On Vox: Books of a Lifetime

Apr 02, 2008 16:10



KT once told me about someone she met that enjoyed talking to. She asked him for a list of 5 books she should read in her lifetime. She enjoyed the list. I loved that idea so I am asking you, dear friends, what 5 books would you tell me I must read before I leave this earth? Comment back please!

If I could only bring 5 books with me on a desert island and/or to my death bed, this would be my list*

*subject to change at any time and I am cheating by throwing in a 6th so I can get my poetry in there too




Twilight Sleep
Edith Wharton
Anything by Edith Wharton is amazing. I love her to pieces. Her stories of Old New York are timeless but this one is pure magic.




One Hundred Years of Solitude
Gabriel Garcia Marquez
*Sigh* He is one of my favorite authors, dead or living, hands down. I'm sad though because I've read everything--including his short stories, autobiography and magazine articles so I may have to reread this again soon for another fix




On Love: A Novel
Alain de Botton
My generation's "Unbearable Lightness of Being" (just cheated again!) Hilarious and poignant--and love the diagrams (pre-Eggers)




Where the Red Fern Grows
Wilson Rawls
Ok. This is a kids book. But this is not for the faint of heart. One of my first real-life (and not Hollywood) crushes was Mr. Loffler--my 4th grade teacher who read this out loud to us every day after lunch. One chapter a day. As we got towards towards the end, he started crying and tearing up so much that he couldn't finish the book and it became a home work assignment. When I finished it at home, I had to sleep downstairs on the couch, next to my parents room and with my dog right at my feet for quite a while. I cried like a baby over this book for a good week. I don't know if a book has effected me that much since.




As She Climbed Across the Table: A Novel
Jonathan Lethem
Thus began my Lethem fetish.

Book of Poetry: Tie (extra cheating)




Satan Says (Pitt Poetry Series)
Sharon Olds
A line from "The Victims" to entice you--it's really powerful--all the poems are:

"Now I pass the bums in doorways,
the white slugs of their bodies gleaming through slits in their
suits of compressed silt,
the stained flippers of their hands,
the underwater fire of their eyes, ships gone down with the lanterns lit,
and I wonder who took it and took from them in silence
until they had given it all away and had nothing left but this"




Collected Poems 1947-1980
Allen Ginsberg
I don't believe this fella requires an introduction.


(WHAT IS BEING ASKED) Once every line in the data that follows has been checked for the word "bios", give only the number of lines that hold it.

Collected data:

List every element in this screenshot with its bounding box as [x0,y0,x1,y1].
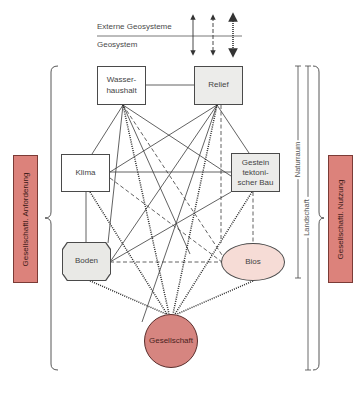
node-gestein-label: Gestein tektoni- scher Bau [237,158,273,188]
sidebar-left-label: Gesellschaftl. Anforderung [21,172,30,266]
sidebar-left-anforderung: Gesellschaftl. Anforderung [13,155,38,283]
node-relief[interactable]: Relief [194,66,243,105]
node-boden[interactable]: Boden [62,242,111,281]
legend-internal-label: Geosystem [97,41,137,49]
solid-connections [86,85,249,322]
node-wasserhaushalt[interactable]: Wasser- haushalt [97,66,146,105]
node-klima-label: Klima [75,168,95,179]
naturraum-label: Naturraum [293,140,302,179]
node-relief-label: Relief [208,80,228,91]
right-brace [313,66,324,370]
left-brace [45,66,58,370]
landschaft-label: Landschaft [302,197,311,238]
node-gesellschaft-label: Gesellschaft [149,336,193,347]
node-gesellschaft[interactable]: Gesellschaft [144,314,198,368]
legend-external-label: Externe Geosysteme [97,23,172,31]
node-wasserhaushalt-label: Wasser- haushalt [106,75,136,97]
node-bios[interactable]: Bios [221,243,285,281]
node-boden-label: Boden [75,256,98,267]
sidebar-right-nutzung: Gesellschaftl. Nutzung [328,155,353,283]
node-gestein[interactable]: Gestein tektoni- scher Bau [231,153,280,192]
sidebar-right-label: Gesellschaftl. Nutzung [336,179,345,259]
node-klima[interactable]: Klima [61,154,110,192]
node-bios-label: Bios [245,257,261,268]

(ANSWER TO THIS TASK) 2